In this lean and devastatingly evocative first novel, Julie Otsuka tells their story from five flawlessly realized points of view and conveys the exact emotional texture of their experience: the thin-walled barracks and barbed-wire fences, the omnipresent fear and loneliness, the unheralded feats of heroism. When the Emperor Was Divine is a work of enormous power that makes a shameful episode of our history as immediate as today's headlines.
In When the Emperor was Divine, a Japanese-American family of four has been irrevocably harmed by a government order that sent the father to prison and the mother, son, and daughter to an internment camp where they lived under 24-hour monitoring and almost ...
评分In When the Emperor was Divine, a Japanese-American family of four has been irrevocably harmed by a government order that sent the father to prison and the mother, son, and daughter to an internment camp where they lived under 24-hour monitoring and almost ...

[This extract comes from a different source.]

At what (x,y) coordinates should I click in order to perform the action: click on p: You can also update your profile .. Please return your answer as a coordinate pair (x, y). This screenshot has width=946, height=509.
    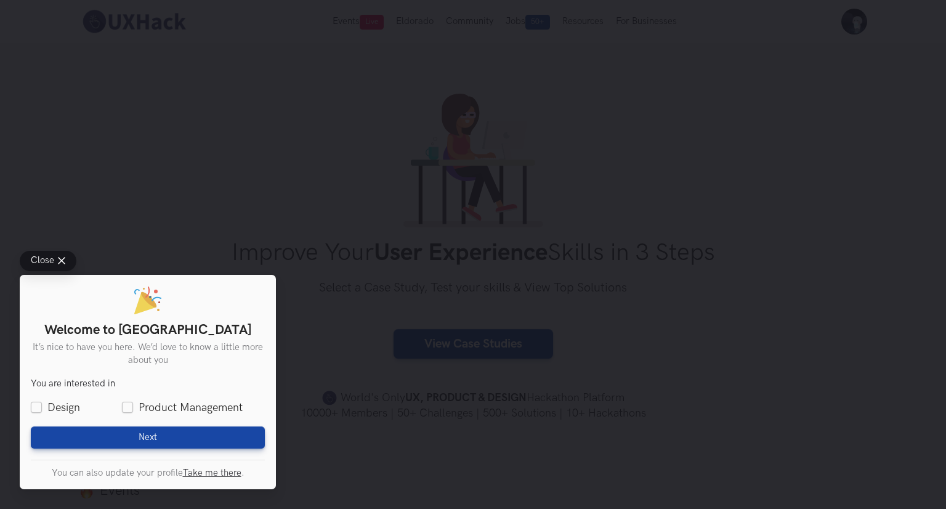
    Looking at the image, I should click on (148, 472).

评分In When the Emperor was Divine, a Japanese-American family of four has been irrevocably harmed by a government order that sent the father to prison and the mother, son, and daughter to an internment camp where they lived under 24-hour monitoring and almost ...

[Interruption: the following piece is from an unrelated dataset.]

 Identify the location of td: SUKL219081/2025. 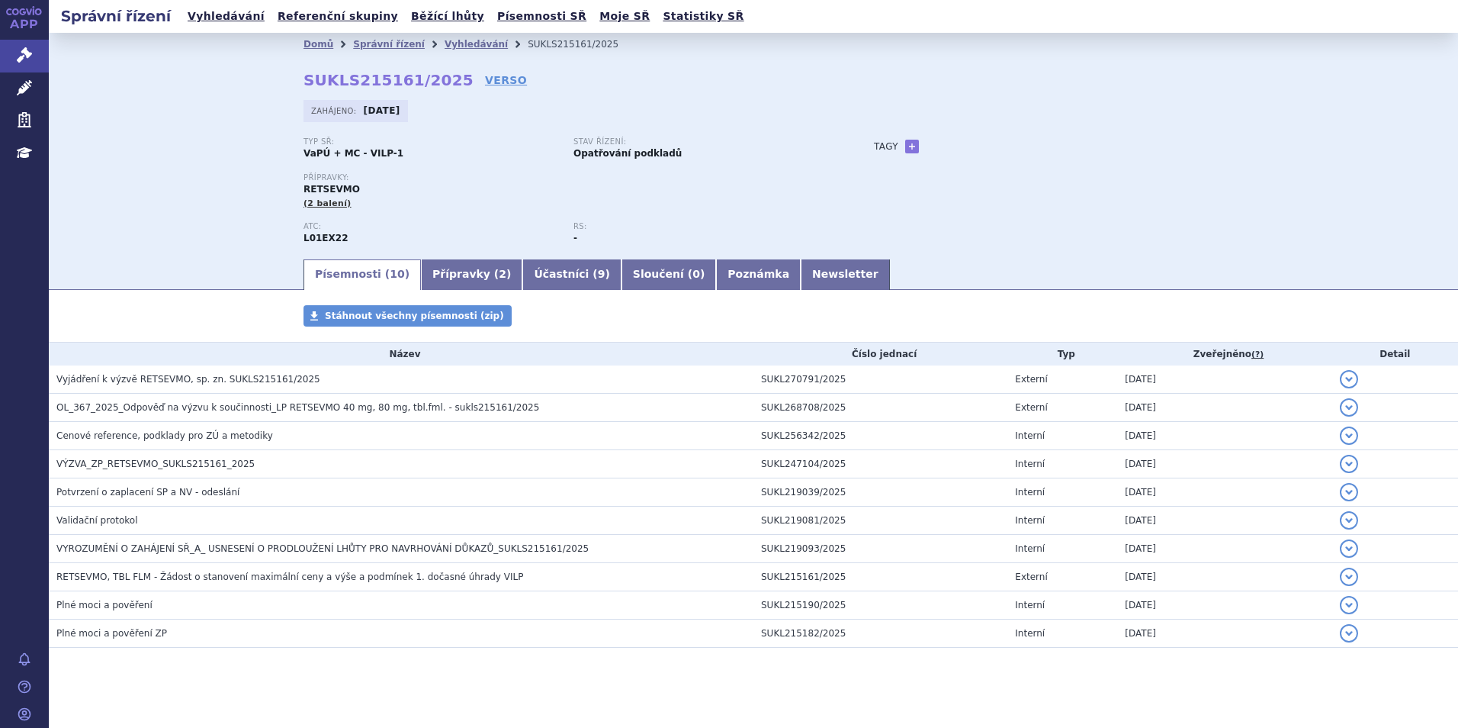
(880, 520).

评分In When the Emperor was Divine, a Japanese-American family of four has been irrevocably harmed by a government order that sent the father to prison and the mother, son, and daughter to an internment camp where they lived under 24-hour monitoring and almost ...

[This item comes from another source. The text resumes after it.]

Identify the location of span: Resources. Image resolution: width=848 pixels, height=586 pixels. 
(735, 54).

评分In When the Emperor was Divine, a Japanese-American family of four has been irrevocably harmed by a government order that sent the father to prison and the mother, son, and daughter to an internment camp where they lived under 24-hour monitoring and almost ...
They can never go back, even they go back to their old house. But life will keep going anyway.
评分热泪盈眶还要一边划生词……
评分this is a teen collection, and it is for my english class
评分喜欢作者的叙述方法。感觉明明发生很大的变化却用很细腻的文字体现出来。剧情不太吸引我… 听说是美高reading list中的书
评分作为移民后裔,Julie Otsuka只愿作叙写而不评价。文笔依旧细腻、平实、易读。然而过多描述同样题材,作者就易陷入某可辨识的pattern。